Values of a Monotone Functional Data Object
Evaluate a monotone functional data object at specified argument values, or evaluate a derivative of the functional object.
eval.monfd(evalarg, Wfdobj, Lfdobj=int2Lfd(0), returnMatrix=FALSE) ## S3 method for class 'monfd' predict(object, newdata=NULL, Lfdobj=0, returnMatrix=FALSE, ...) ## S3 method for class 'monfd' fitted(object, ...) ## S3 method for class 'monfd' residuals(object, ...)
evalarg, newdata |
a vector of argument values at which the functional data object is to be evaluated. |
Wfdobj |
an object of class |
Lfdobj |
a nonnegative integer specifying a derivative to be evaluated. At this time of writing, permissible derivative values are 0, 1, 2, or 3. A linear differential operator is not allowed. |
object |
an object of class |
returnMatrix |
logical: If TRUE, a two-dimensional is returned using a special class from the Matrix package. |
... |
optional arguments required by |
A monotone function data object $h(t)$ is defined by $h(t) = [D^{-1}
exp Wfdobj](t)$. In this equation, the operator $D^{-1}$ means
taking the indefinite integral of the function to which it applies.
Note that this equation implies that the monotone function has a value
of zero at the lower limit of the arguments. To actually fit monotone
data, it will usually be necessary to estimate an intercept and a
regression coefficient to be applied to $h(t)$, usually with the least
squares regression function lsfit
. The function Wfdobj
that defines the monotone function is usually estimated by monotone
smoothing function smooth.monotone.
eval.monfd
only computes the standardized monotone form.
predict.monfd
computes the scaled version using
with(object, beta[1] + beta[2]*eval.monfd(...))
if Lfdobj = 0
or beta[2]*eval.monfd(...) if Lfdobj > 0.
a matrix containing the monotone function values. The first dimension
corresponds to the argument values in evalarg
and the second to
replications.
# Estimate the acceleration functions for growth curves # See the analyses of the growth data. # Set up the ages of height measurements for Berkeley data age <- c( seq(1, 2, 0.25), seq(3, 8, 1), seq(8.5, 18, 0.5)) # Range of observations rng <- c(1,18) # First set up a basis for monotone smooth # We use b-spline basis functions of order 6 # Knots are positioned at the ages of observation. norder <- 6 nage <- length(age) nbasis <- nage + norder - 2 wbasis <- create.bspline.basis(rng, nbasis, norder, age) # starting values for coefficient cvec0 <- matrix(0,nbasis,1) Wfd0 <- fd(cvec0, wbasis) # set up functional parameter object Lfdobj <- 3 # penalize curvature of acceleration lambda <- 10^(-0.5) # smoothing parameter growfdPar <- fdPar(Wfd0, Lfdobj, lambda) # Smooth the data for the first girl hgt1 <- growth$hgtf[,1] # set conv = 0.1 and iterlim=1 to reduce the compute time # required for this test on CRAN; # We would not do this normally. result <- smooth.monotone(age, hgt1, growfdPar, conv=0.1, iterlim=1) # Extract the functional data object and regression # coefficients Wfd <- result$Wfdobj beta <- result$beta # Evaluate the fitted height curve over a fine mesh agefine <- seq(1,18,len=60) hgtfine <- beta[1] + beta[2]*eval.monfd(agefine, Wfd) # Plot the data and the curve plot(age, hgt1, type="p") lines(agefine, hgtfine) # Evaluate the acceleration curve accfine <- beta[2]*eval.monfd(agefine, Wfd, 2) # Plot the acceleration curve plot(agefine, accfine, type="l") lines(c(1,18),c(0,0),lty=4) ## ## using predict.monfd ## hgtfit <- with(result, beta[1]+beta[2]*eval.monfd(argvals, Wfdobj)) hgtfit. <- fitted(result) all.equal(hgtfit, hgtfit.) accfine. <- predict(result, agefine, Lfdobj=2) all.equal(accfine, accfine.) growthResid <- resid(result) all.equal(growthResid, with(result, y-hgtfit.))
Please choose more modern alternatives, such as Google Chrome or Mozilla Firefox.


- About this exercise -
Look over the lines below. Report each one that includes the string "Computing".

- Available data -
● ● ● ●

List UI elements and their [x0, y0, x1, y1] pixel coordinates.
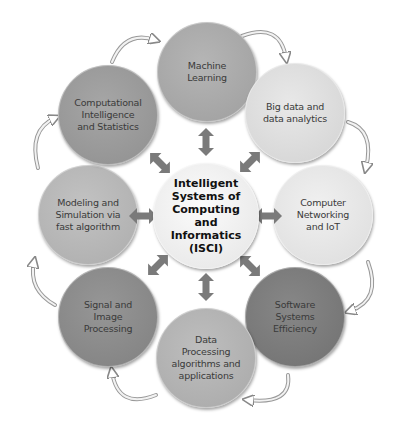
node-center-isci: Intelligent Systems of Computing and Inf… — [153, 163, 259, 269]
double-arrow-icon — [234, 146, 265, 177]
double-arrow-icon — [144, 147, 175, 178]
double-arrow-icon — [198, 128, 214, 156]
isci-diagram: Machine Learning Big data and data analy… — [0, 0, 401, 429]
center-label: Intelligent Systems of Computing and Inf… — [171, 177, 242, 255]
double-arrow-icon — [198, 273, 214, 301]
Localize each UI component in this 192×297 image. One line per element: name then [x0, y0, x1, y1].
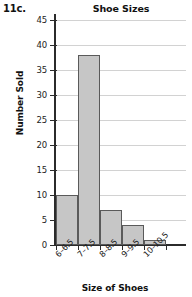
y-axis-tick-label: 35	[24, 65, 47, 75]
y-axis-tick-label: 40	[24, 40, 47, 50]
problem-number: 11c.	[3, 3, 26, 14]
y-axis-tick-label: 25	[24, 115, 47, 125]
x-axis-tick	[166, 245, 167, 250]
y-axis-tick-label: 20	[24, 140, 47, 150]
y-axis-tick-label: 10	[24, 190, 47, 200]
bar	[78, 55, 100, 245]
y-axis-label: Number Sold	[15, 64, 25, 142]
y-axis-tick-label: 45	[24, 15, 47, 25]
x-axis-label: Size of Shoes	[40, 283, 190, 293]
chart-title: Shoe Sizes	[56, 3, 186, 14]
y-axis-tick-label: 15	[24, 165, 47, 175]
plot-area	[56, 20, 186, 245]
y-axis-tick-label: 0	[24, 240, 47, 250]
y-axis-tick-label: 5	[24, 215, 47, 225]
y-axis-tick-label: 30	[24, 90, 47, 100]
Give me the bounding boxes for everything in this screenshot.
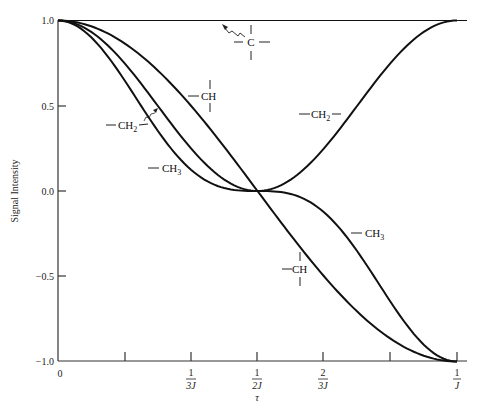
label-text: C [247,36,254,48]
arrow-head-icon [222,24,228,30]
fraction-numerator: 1 [189,367,194,378]
fraction-denominator: J [455,380,460,391]
y-tick-label: 1.0 [42,15,55,26]
x-tick-label-1-J: 1 J [453,367,461,391]
curve-ch3 [58,21,457,362]
arrow-head-icon [153,108,158,113]
x-tick-label-zero: 0 [58,368,63,379]
signal-intensity-chart: 1.0 0.5 0.0 −0.5 −1.0 Signal Intensity 0… [0,0,478,416]
curve-ch2 [58,21,457,192]
bond-line [139,124,148,125]
label-text: CH3 [365,227,384,242]
label-ch3-left: CH3 [148,162,181,177]
x-axis-title: τ [255,392,259,403]
label-text: CH2 [311,108,330,123]
label-text: CH2 [118,119,137,134]
y-tick-label: 0.0 [42,186,55,197]
y-tick-label: −0.5 [36,271,54,282]
label-text: CH [292,263,307,275]
label-ch-lower: CH [282,252,307,286]
label-ch2-right: CH2 [299,108,341,123]
wavy-arrow-icon [224,27,245,37]
x-tick-labels: 0 1 3J 1 2J 2 3J 1 J [58,367,462,391]
fraction-numerator: 1 [255,367,260,378]
label-ch3-right: CH3 [351,227,384,242]
fraction-denominator: 2J [252,380,262,391]
x-tick-label-1-2J: 1 2J [252,367,262,391]
x-tick-label-2-3J: 2 3J [317,367,328,391]
fraction-denominator: 3J [185,380,196,391]
fraction-denominator: 3J [317,380,328,391]
label-text: CH [201,90,216,102]
y-axis-title: Signal Intensity [9,159,20,222]
label-quaternary-c: C [222,24,270,60]
fraction-numerator: 1 [455,367,460,378]
y-tick-labels: 1.0 0.5 0.0 −0.5 −1.0 [36,15,54,367]
fraction-numerator: 2 [321,367,326,378]
curves [58,21,467,362]
x-tick-label-1-3J: 1 3J [185,367,196,391]
label-text: CH3 [162,162,181,177]
y-tick-label: 0.5 [42,101,55,112]
y-tick-label: −1.0 [36,356,54,367]
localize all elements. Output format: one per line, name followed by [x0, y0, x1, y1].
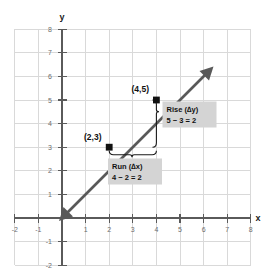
- x-tick-label: 3: [131, 226, 135, 233]
- coordinate-plane-figure: -2 -1 1 2 3 4 5 6 7 8 8 7 6 5 4 3 2 1 -1…: [0, 0, 274, 279]
- point-label-2-3: (2,3): [84, 132, 102, 142]
- x-tick-label: 8: [249, 226, 253, 233]
- run-annotation-title: Run (∆x): [112, 162, 143, 171]
- x-tick-label: 2: [107, 226, 111, 233]
- graph-svg: -2 -1 1 2 3 4 5 6 7 8 8 7 6 5 4 3 2 1 -1…: [0, 0, 274, 279]
- x-tick-labels: -2 -1 1 2 3 4 5 6 7 8: [12, 226, 253, 233]
- y-tick-label: 4: [48, 120, 52, 127]
- x-axis-label: x: [255, 213, 260, 223]
- rise-annotation-title: Rise (∆y): [167, 105, 199, 114]
- x-tick-label: 1: [84, 226, 88, 233]
- y-tick-label: 2: [48, 167, 52, 174]
- y-tick-label: 3: [48, 144, 52, 151]
- rise-annotation: Rise (∆y) 5 − 3 = 2: [163, 102, 217, 128]
- x-tick-label: -2: [12, 226, 18, 233]
- y-tick-label: 6: [48, 73, 52, 80]
- slope-line: [66, 74, 207, 215]
- y-tick-label: 1: [48, 191, 52, 198]
- x-tick-label: 6: [202, 226, 206, 233]
- point-label-4-5: (4,5): [132, 84, 150, 94]
- x-tick-label: 7: [225, 226, 229, 233]
- run-annotation: Run (∆x) 4 − 2 = 2: [108, 159, 162, 185]
- x-tick-label: 5: [178, 226, 182, 233]
- y-tick-label: -2: [46, 262, 52, 269]
- point-marker-2-3: [106, 144, 113, 151]
- y-axis-label: y: [59, 12, 64, 22]
- y-tick-label: 5: [48, 97, 52, 104]
- run-annotation-equation: 4 − 2 = 2: [112, 173, 142, 182]
- rise-annotation-equation: 5 − 3 = 2: [167, 116, 197, 125]
- y-tick-label: 8: [48, 26, 52, 33]
- y-tick-label: 7: [48, 49, 52, 56]
- y-tick-label: -1: [46, 238, 52, 245]
- x-tick-label: 4: [154, 226, 158, 233]
- x-tick-label: -1: [35, 226, 41, 233]
- point-marker-4-5: [153, 97, 160, 104]
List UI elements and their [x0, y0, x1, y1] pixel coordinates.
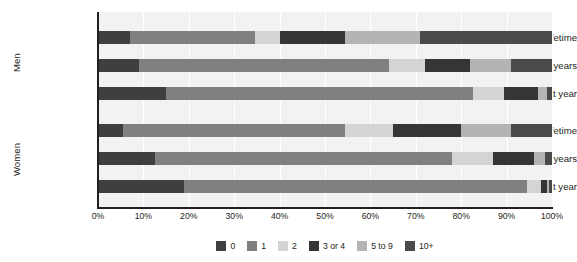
x-tick-label: 100%: [534, 211, 570, 221]
legend-label: 1: [261, 241, 266, 251]
legend-swatch-icon: [405, 241, 415, 251]
bar-segment-3-or-4: [280, 31, 346, 44]
legend-item-5-to-9[interactable]: 5 to 9: [357, 241, 393, 251]
x-tick-label: 30%: [216, 211, 252, 221]
bar-row: [98, 87, 552, 100]
legend-label: 2: [292, 241, 297, 251]
y-axis-line: [97, 12, 99, 208]
bar-segment-0: [98, 124, 123, 137]
bar-segment-10+: [420, 31, 552, 44]
bar-segment-3-or-4: [393, 124, 461, 137]
bar-segment-0: [98, 180, 184, 193]
bar-segment-3-or-4: [493, 152, 534, 165]
bar-segment-1: [123, 124, 345, 137]
legend-label: 10+: [419, 241, 434, 251]
bar-segment-5-to-9: [461, 124, 511, 137]
bar-segment-10+: [547, 87, 552, 100]
x-tick-label: 60%: [352, 211, 388, 221]
bar-row: [98, 31, 552, 44]
gridline: [552, 12, 553, 208]
bar-segment-2: [452, 152, 493, 165]
x-axis-line: [97, 207, 553, 209]
bar-segment-2: [527, 180, 541, 193]
bar-row: [98, 124, 552, 137]
bar-row: [98, 152, 552, 165]
bar-segment-10+: [549, 180, 552, 193]
group-label-men: Men: [11, 33, 22, 93]
bar-segment-1: [139, 59, 389, 72]
bar-segment-0: [98, 31, 130, 44]
legend-item-2[interactable]: 2: [278, 241, 297, 251]
bar-segment-2: [473, 87, 505, 100]
plot-area: [98, 12, 552, 208]
bar-segment-0: [98, 87, 166, 100]
bar-segment-0: [98, 59, 139, 72]
bar-segment-1: [130, 31, 255, 44]
bar-segment-5-to-9: [534, 152, 545, 165]
bar-segment-5-to-9: [470, 59, 511, 72]
legend-swatch-icon: [357, 241, 367, 251]
bar-segment-5-to-9: [345, 31, 420, 44]
x-tick-label: 10%: [125, 211, 161, 221]
x-tick-label: 0%: [80, 211, 116, 221]
legend-item-1[interactable]: 1: [247, 241, 266, 251]
stacked-bar-chart: Men Women Lifetime Last 5 years Last yea…: [0, 0, 577, 262]
bar-segment-1: [155, 152, 452, 165]
bar-segment-10+: [511, 59, 552, 72]
x-tick-label: 50%: [307, 211, 343, 221]
legend-label: 5 to 9: [371, 241, 393, 251]
bar-segment-2: [345, 124, 393, 137]
bar-row: [98, 59, 552, 72]
x-tick-label: 80%: [443, 211, 479, 221]
chart-legend: 0123 or 45 to 910+: [98, 238, 552, 254]
bar-segment-1: [184, 180, 527, 193]
legend-item-10+[interactable]: 10+: [405, 241, 434, 251]
legend-swatch-icon: [278, 241, 288, 251]
legend-item-3-or-4[interactable]: 3 or 4: [309, 241, 345, 251]
legend-swatch-icon: [216, 241, 226, 251]
bar-segment-10+: [545, 152, 552, 165]
bar-segment-10+: [511, 124, 552, 137]
bar-segment-1: [166, 87, 472, 100]
bar-segment-2: [255, 31, 280, 44]
group-label-women: Women: [11, 128, 22, 192]
bar-segment-2: [389, 59, 425, 72]
legend-swatch-icon: [309, 241, 319, 251]
legend-label: 3 or 4: [323, 241, 345, 251]
x-tick-label: 20%: [171, 211, 207, 221]
legend-label: 0: [230, 241, 235, 251]
bar-segment-0: [98, 152, 155, 165]
legend-swatch-icon: [247, 241, 257, 251]
x-tick-label: 90%: [489, 211, 525, 221]
bar-segment-3-or-4: [425, 59, 470, 72]
x-tick-label: 40%: [262, 211, 298, 221]
legend-item-0[interactable]: 0: [216, 241, 235, 251]
bar-row: [98, 180, 552, 193]
bar-segment-5-to-9: [538, 87, 547, 100]
x-tick-label: 70%: [398, 211, 434, 221]
bar-segment-3-or-4: [504, 87, 538, 100]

● ● ● ●

- Result of this task -
node-center-isci: Intelligent Systems of Computing and Inf… — [153, 163, 259, 269]
center-label: Intelligent Systems of Computing and Inf… — [171, 177, 242, 255]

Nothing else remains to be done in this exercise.